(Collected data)
____

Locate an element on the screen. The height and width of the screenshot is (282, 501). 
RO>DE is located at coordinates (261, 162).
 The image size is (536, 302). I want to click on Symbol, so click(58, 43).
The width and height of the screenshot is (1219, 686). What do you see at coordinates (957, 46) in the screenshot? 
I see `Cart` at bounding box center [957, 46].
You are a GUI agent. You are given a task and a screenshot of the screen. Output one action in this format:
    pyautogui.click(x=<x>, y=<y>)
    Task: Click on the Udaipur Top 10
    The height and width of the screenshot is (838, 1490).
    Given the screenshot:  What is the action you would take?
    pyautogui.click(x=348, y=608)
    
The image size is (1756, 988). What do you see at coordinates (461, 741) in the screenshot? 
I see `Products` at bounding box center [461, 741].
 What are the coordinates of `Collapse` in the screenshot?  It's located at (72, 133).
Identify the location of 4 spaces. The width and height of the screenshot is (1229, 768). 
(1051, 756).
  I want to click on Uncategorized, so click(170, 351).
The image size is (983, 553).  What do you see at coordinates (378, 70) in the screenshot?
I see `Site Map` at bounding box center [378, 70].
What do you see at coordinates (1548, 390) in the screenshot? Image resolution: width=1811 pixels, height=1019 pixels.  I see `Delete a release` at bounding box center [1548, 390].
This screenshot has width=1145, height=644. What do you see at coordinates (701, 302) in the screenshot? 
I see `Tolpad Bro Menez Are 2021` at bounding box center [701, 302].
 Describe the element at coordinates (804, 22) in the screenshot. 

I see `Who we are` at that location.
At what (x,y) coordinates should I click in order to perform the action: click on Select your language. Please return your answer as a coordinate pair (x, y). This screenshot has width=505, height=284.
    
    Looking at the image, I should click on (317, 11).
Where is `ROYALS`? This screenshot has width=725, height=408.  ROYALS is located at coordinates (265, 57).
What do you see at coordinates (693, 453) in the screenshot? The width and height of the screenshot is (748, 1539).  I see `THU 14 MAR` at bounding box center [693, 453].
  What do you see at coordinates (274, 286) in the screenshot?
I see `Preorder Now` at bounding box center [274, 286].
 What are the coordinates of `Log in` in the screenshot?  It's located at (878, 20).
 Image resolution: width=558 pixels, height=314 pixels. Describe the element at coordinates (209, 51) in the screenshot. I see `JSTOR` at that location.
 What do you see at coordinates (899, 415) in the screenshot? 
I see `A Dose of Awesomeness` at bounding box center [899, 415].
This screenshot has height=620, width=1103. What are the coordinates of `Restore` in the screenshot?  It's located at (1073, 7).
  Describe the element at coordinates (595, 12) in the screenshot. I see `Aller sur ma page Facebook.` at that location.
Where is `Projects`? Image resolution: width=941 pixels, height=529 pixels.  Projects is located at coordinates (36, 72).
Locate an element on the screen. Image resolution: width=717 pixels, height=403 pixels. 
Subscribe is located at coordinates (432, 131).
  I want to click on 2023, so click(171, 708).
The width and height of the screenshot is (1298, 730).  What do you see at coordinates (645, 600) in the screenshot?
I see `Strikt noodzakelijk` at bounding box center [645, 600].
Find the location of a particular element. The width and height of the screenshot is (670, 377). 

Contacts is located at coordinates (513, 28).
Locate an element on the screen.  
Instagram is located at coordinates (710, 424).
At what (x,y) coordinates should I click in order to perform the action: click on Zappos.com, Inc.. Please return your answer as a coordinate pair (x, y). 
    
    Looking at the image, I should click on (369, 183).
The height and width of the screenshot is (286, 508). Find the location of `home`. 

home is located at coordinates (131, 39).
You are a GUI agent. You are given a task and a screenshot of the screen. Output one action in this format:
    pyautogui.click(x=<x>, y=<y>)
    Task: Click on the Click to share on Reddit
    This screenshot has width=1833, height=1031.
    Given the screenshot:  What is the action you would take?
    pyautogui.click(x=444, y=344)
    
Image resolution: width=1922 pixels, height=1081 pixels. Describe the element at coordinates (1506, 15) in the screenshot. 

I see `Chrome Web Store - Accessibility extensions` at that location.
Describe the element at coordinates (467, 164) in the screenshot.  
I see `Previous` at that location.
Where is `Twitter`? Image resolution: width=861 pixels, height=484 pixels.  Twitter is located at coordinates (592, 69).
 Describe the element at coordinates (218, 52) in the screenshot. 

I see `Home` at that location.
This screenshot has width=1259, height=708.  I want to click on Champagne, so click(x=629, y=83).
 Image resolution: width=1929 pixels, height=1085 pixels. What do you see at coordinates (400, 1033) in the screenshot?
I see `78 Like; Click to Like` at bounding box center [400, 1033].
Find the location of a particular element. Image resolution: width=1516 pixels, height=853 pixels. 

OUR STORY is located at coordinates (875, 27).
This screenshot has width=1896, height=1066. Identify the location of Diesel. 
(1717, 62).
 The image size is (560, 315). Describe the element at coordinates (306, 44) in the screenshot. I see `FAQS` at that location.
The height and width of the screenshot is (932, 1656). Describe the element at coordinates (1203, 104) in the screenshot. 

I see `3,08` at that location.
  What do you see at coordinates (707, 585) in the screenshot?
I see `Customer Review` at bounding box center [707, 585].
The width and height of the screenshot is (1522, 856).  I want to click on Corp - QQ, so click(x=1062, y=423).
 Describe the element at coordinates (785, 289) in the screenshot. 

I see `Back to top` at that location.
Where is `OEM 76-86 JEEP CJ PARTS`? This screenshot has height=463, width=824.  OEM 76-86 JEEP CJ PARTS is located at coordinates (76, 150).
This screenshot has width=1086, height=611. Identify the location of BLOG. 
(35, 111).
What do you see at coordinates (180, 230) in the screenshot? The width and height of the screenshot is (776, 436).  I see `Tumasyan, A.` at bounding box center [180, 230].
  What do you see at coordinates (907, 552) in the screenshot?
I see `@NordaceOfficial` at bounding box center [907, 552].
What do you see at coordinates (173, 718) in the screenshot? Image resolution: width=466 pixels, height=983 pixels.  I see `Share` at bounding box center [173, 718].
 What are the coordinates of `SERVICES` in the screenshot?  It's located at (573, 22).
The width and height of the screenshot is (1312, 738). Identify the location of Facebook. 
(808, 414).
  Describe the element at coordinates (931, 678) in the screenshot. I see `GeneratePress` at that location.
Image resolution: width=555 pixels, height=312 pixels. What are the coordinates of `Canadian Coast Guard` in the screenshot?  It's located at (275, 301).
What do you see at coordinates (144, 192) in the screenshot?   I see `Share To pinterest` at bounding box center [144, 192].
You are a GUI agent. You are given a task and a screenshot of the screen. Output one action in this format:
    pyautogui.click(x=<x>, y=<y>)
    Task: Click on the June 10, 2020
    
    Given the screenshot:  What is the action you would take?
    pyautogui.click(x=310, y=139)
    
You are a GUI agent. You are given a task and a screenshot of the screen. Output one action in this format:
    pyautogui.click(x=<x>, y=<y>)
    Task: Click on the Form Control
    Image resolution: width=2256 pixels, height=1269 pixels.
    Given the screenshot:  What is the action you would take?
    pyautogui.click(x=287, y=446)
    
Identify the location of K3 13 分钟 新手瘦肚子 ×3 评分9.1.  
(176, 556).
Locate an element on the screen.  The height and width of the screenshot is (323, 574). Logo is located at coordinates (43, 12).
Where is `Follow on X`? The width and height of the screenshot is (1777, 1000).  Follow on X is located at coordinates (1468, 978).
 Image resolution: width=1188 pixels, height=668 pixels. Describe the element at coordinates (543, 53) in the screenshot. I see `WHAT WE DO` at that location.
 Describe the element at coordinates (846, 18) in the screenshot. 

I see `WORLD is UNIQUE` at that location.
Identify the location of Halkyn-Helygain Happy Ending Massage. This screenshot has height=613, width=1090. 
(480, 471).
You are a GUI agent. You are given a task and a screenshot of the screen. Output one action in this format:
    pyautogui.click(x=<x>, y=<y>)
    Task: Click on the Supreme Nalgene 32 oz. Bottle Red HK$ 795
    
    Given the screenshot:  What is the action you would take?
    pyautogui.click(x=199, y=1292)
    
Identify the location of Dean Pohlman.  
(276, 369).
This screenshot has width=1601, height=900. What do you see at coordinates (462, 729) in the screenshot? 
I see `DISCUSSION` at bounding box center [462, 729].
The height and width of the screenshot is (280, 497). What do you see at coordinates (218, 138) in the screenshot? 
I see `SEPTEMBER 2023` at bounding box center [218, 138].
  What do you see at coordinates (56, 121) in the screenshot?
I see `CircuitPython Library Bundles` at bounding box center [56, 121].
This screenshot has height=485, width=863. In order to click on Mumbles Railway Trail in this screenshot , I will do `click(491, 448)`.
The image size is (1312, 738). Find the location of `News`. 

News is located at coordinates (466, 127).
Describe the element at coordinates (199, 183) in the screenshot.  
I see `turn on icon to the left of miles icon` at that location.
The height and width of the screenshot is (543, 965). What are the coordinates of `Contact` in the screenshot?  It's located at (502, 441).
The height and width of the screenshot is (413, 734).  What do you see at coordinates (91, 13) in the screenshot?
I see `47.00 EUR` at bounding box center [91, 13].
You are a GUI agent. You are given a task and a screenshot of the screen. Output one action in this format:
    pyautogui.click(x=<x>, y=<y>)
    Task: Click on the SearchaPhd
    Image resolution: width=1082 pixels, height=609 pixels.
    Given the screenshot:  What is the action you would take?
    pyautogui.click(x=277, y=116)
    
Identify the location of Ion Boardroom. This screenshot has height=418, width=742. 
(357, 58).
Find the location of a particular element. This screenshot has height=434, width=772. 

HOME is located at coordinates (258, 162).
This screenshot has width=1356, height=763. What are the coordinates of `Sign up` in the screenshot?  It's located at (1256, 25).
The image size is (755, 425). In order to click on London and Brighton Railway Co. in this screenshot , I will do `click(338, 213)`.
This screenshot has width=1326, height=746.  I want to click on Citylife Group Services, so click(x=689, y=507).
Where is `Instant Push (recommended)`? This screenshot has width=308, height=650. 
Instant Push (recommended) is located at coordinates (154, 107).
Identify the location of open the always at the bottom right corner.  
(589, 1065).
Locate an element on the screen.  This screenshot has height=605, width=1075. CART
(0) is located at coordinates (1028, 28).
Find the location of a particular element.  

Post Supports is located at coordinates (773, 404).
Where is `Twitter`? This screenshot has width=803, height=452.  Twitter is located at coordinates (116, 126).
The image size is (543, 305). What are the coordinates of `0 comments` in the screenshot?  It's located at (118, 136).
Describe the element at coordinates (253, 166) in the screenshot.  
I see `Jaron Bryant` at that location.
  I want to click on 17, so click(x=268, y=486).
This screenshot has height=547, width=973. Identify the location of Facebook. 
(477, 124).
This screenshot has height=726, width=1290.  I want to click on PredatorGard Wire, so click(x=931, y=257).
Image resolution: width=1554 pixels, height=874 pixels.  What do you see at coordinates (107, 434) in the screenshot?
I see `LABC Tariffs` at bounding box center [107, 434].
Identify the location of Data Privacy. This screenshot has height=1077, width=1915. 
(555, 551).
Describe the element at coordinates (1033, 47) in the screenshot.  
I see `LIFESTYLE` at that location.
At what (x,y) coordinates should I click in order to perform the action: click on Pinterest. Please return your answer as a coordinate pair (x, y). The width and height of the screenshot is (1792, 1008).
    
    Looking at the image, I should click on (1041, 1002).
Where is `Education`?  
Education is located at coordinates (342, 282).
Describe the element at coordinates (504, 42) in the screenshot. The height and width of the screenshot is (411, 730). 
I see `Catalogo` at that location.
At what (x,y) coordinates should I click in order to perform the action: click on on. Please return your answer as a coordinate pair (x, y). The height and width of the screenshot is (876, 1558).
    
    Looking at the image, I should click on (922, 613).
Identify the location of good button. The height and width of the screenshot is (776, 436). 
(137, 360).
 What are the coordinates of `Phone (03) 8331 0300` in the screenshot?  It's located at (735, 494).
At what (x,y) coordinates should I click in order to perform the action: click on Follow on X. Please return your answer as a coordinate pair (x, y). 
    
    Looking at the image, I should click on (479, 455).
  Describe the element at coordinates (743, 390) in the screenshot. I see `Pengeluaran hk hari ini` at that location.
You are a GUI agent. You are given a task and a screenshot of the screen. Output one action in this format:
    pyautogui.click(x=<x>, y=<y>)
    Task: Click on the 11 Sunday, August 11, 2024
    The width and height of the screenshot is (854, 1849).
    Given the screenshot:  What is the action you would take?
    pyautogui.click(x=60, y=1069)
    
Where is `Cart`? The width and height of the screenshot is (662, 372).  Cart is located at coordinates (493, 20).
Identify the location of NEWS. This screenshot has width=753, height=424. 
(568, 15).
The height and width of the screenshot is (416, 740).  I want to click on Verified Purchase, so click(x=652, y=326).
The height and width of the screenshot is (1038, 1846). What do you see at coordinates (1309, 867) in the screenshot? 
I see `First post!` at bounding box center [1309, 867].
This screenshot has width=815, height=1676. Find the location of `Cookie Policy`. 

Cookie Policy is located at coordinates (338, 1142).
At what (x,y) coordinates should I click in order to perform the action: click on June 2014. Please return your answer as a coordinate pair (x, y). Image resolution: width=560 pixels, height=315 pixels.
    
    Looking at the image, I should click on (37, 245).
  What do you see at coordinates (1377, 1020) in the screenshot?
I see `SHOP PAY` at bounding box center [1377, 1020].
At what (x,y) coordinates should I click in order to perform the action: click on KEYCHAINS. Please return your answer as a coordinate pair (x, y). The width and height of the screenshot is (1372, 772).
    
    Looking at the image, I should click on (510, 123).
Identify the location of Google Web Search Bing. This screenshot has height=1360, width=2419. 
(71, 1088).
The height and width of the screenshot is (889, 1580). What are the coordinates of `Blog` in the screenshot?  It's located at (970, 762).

____

> [Problem to solve]: Your answer should consist of every line from the entries that holds "will".

> [Written answer]:
This screenshot has height=485, width=863. In order to click on Mumbles Railway Trail in this screenshot , I will do `click(491, 448)`.
The image size is (755, 425). In order to click on London and Brighton Railway Co. in this screenshot , I will do `click(338, 213)`.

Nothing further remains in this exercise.